One of our number (*names and places have been changed to protect the innocent) decided to push out a very large boat with his half century, and share 10 days in the bush with some 70 of his closest friends.  Or maybe there were more, we operated in shifts so it was a difficult game count.

Sumptuous food by Lindsay of Soul Food (she's real and her food is heavenly.  Contact her on 072 329 3770) was snaffled up twice a day, hungry or not.  Oh, those Swordfish and Dorado spiced kebabs.  Polenta and grilled vegetables.  Salads.  Smoked trout, cream cheese and egg breakfasts... The Sticky toffee pudding was delightful, such a shame Hazelnut meringue was taken off the menu.  One of the overgrown children decided that what a post midnight game of Scrabble needed was Hazelnut liqueur-oiled brain cells. 
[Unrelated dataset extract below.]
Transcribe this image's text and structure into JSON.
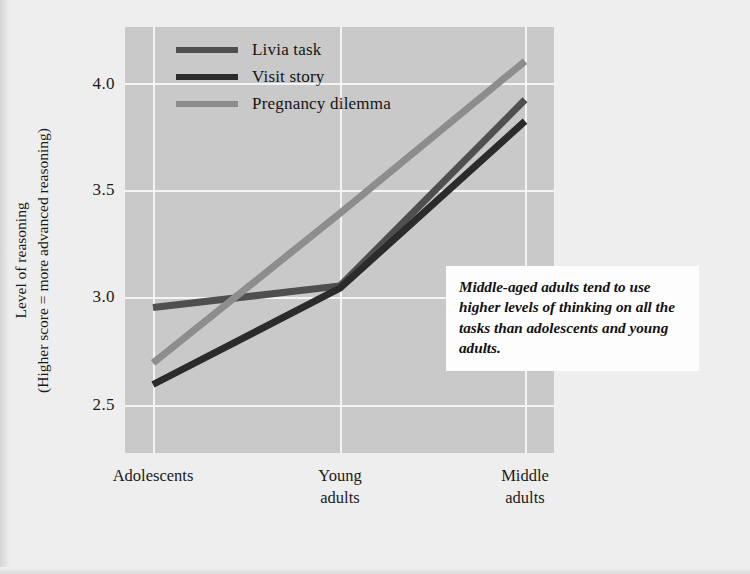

Eventually we sobered up and sheepishly returned to our regular roles as parents and pillars of the community (sorry, just snorted chilled Juniper Berry juice and Quinine up my nose when I read that sentence!)  Wise old birds, it was agreed at brunch on Day 2 (oh, yes, the games began from the off) that none, repeat none, of the photographs will ever be posted on Facebook.  Ever.

Nevertheless, having been squiff-eyed throughout, our gracious host wanted to know what had happened at his party.  So he set up a Dropbox link and invited guests to upload any non-compromising photographs, on condition that they remained private, accessible only to the participants and weren't shared with the wider world.  Good call and, because at one point or the other (and for some, the points joined into one very long, very solid line!) everyone let their hair down in a way they'd rather not remember, the pact is sealed.

This, then, is the only public photograph of that bushveld blowout, taken during the game drive on our first morning. I risk life and limb publishing it so if no further blogs are ever published, dear reader, you'll know that I was 'done in' by the savage group of aging rockers.  The life of a whistle blower is, alas, one of jeopardy. 

Morning tea in the bush, and some ammunition collecting for a raucous game of "Bokdrolspoeg" (or  Antelope Shit Spitting)  that evening.  Not for the weak-stomached, it's a really foul pastime.  Marinading the dung in gin didn't improve it one iota.
Back to reality, we offer cheery, if restrained, greetings when we inevitably bump into one another around town. One or two of the less gentlemanly (yes you know who you are) can't resist referring to The Night Of The Tablecloth Annointing and they shall, one day, have an accident in a dark alley but that will be the beginning of a new story.

Every generation deserves a revolution and we have turned into reprobate mid lifers - we didn't invent the mid life crisis.  We just perfected it.